As Christians, Today Is the Day to Lobby
The solution is simple and of lasting effect. Those who support tyranny require funds to do so and great wealth to sustain it. It is no secret that Russia and Iran support Syria. Why then allow their nationals access to our capital markets, our stock markets, our lending institutions, our courts that hear their disputes and divorces? Why then do we allow them to live in the streets of the cities, where others have fought to protect and where our first responders are on call to quench fire, police neighborhoods and attend to sickness at the reach of 999 or 911?
Those who can’t subscribe to our ways and who behave badly in any corner of the world should be required to leave and return to their own backyards where they can put right the wrong and use their wealth to good. The vast majority of peoples of Russia, Iran and Syria are decent, hard-working peoples who want all that we want, to live in peace and to fulfill a long life with their family. These people want to sleep in their beds, not die in them.

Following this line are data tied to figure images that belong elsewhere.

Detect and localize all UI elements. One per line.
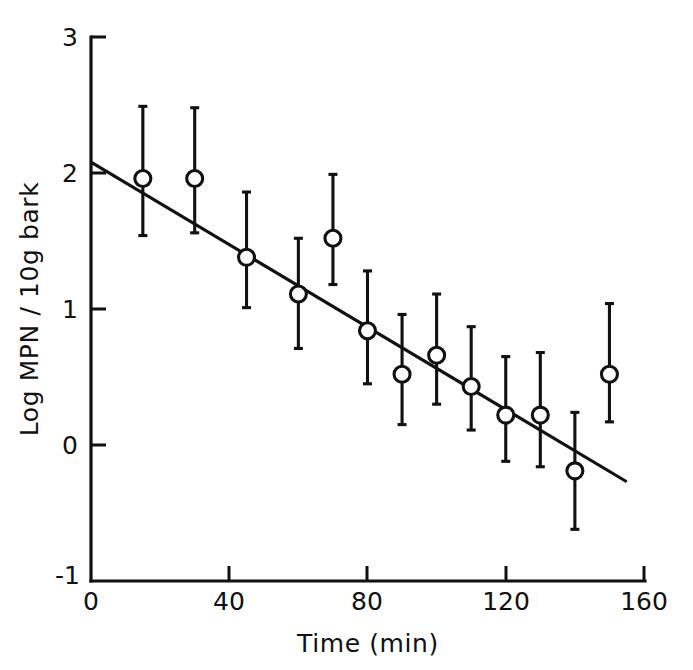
- data-point-group: [601, 304, 617, 422]
- y-tick-label-0: 0: [62, 431, 78, 460]
- data-point-marker: [498, 407, 514, 423]
- y-tick-label-minus1: -1: [55, 561, 80, 590]
- data-point-group: [463, 327, 479, 430]
- data-point-group: [532, 353, 548, 467]
- x-tick-label-80: 80: [351, 587, 383, 616]
- x-axis-title: Time (min): [296, 629, 439, 658]
- data-point-marker: [325, 230, 341, 246]
- data-point-group: [429, 294, 445, 404]
- data-point-group: [290, 238, 306, 348]
- data-points-layer: [135, 106, 618, 529]
- data-point-marker: [532, 407, 548, 423]
- data-point-group: [135, 106, 151, 235]
- y-axis-ticks: [91, 37, 106, 445]
- y-tick-label-2: 2: [62, 159, 78, 188]
- y-tick-label-1: 1: [62, 295, 78, 324]
- data-point-marker: [601, 366, 617, 382]
- y-axis-title: Log MPN / 10g bark: [15, 182, 44, 437]
- data-point-group: [360, 271, 376, 384]
- chart-plot: 3 2 1 0 -1 0 40 80 120 160 Time (min) Lo…: [0, 0, 693, 670]
- data-point-group: [498, 357, 514, 462]
- regression-fit-line: [91, 162, 627, 482]
- data-point-marker: [290, 286, 306, 302]
- data-point-group: [567, 412, 583, 529]
- data-point-marker: [187, 170, 203, 186]
- x-tick-label-160: 160: [620, 587, 668, 616]
- figure-container: 3 2 1 0 -1 0 40 80 120 160 Time (min) Lo…: [0, 0, 693, 670]
- x-tick-label-0: 0: [83, 587, 99, 616]
- data-point-marker: [360, 323, 376, 339]
- data-point-marker: [239, 249, 255, 265]
- data-point-group: [239, 192, 255, 308]
- data-point-marker: [394, 366, 410, 382]
- data-point-group: [394, 314, 410, 424]
- y-tick-label-3: 3: [62, 23, 78, 52]
- x-axis-ticks: [229, 566, 644, 581]
- y-tick-labels: 3 2 1 0 -1: [55, 23, 80, 590]
- x-tick-label-40: 40: [213, 587, 245, 616]
- data-point-marker: [567, 463, 583, 479]
- data-point-marker: [135, 170, 151, 186]
- data-point-group: [187, 108, 203, 233]
- x-tick-labels: 0 40 80 120 160: [83, 587, 668, 616]
- x-tick-label-120: 120: [482, 587, 530, 616]
- data-point-group: [325, 174, 341, 284]
- data-point-marker: [429, 347, 445, 363]
- data-point-marker: [463, 379, 479, 395]
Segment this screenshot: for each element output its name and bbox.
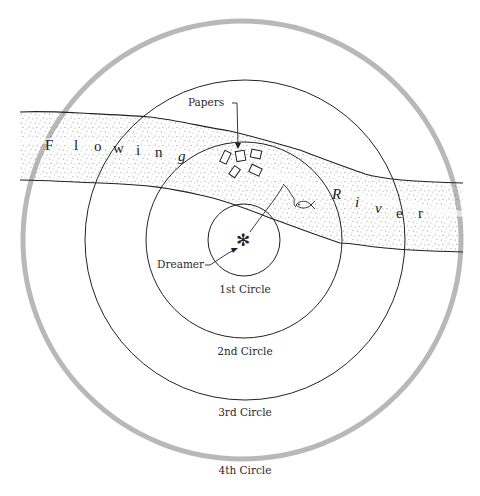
- svg-text:R: R: [331, 186, 341, 202]
- dreamer-symbol-icon: ✻: [236, 230, 250, 250]
- dreamer-leader-line: [205, 250, 234, 265]
- svg-text:r: r: [418, 205, 423, 221]
- svg-text:i: i: [136, 142, 140, 158]
- svg-text:i: i: [355, 194, 359, 210]
- dream-circles-diagram: ✻ Papers Dreamer F l o w i n g R i v e r…: [0, 0, 480, 496]
- dreamer-arrow-icon: [231, 248, 238, 253]
- svg-text:g: g: [178, 148, 186, 164]
- svg-text:w: w: [113, 140, 124, 156]
- dreamer-label: Dreamer: [157, 258, 205, 270]
- circle-2-label: 2nd Circle: [217, 345, 272, 357]
- svg-text:o: o: [94, 138, 102, 154]
- papers-label: Papers: [188, 96, 224, 108]
- svg-text:n: n: [155, 144, 163, 160]
- circle-1-label: 1st Circle: [219, 283, 271, 295]
- circle-4-label: 4th Circle: [219, 464, 272, 476]
- svg-text:e: e: [396, 205, 403, 221]
- svg-text:v: v: [375, 200, 382, 216]
- svg-text:F: F: [45, 137, 53, 153]
- svg-text:l: l: [74, 137, 78, 153]
- circle-3-label: 3rd Circle: [218, 406, 272, 418]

Meanwhile, equally to blame are those who serve on their boards in Europe and America who should step down and not lend the honors and credibility bestowed upon them to line their own pockets. Their presence adds no credibility to those they represent but detracts from the integrity and good character of the democratic systems that put them there.
No more sanction, no more pressures, no more missiles—but plain old common sense. In turn the oligarchs, the opulent and the opposition can go back to their land and lobby their leaders for the change that is required, the peace that is needed and the future that is to come.
Send a lasting message, not another meaningless missile. Only the pressure from those within upon their leaders will work, and those able to enact it should prepare to return to their homes to do so and not remain in ours. Solomon’s wisdom tells us in Ecclesiastics 10:19 (NKJV) that “money answers everything.” Let it be the answer now. {eoa}
Martin Clarke is a London businessman and a member of Holy Trinity Brompton Anglican Church in London.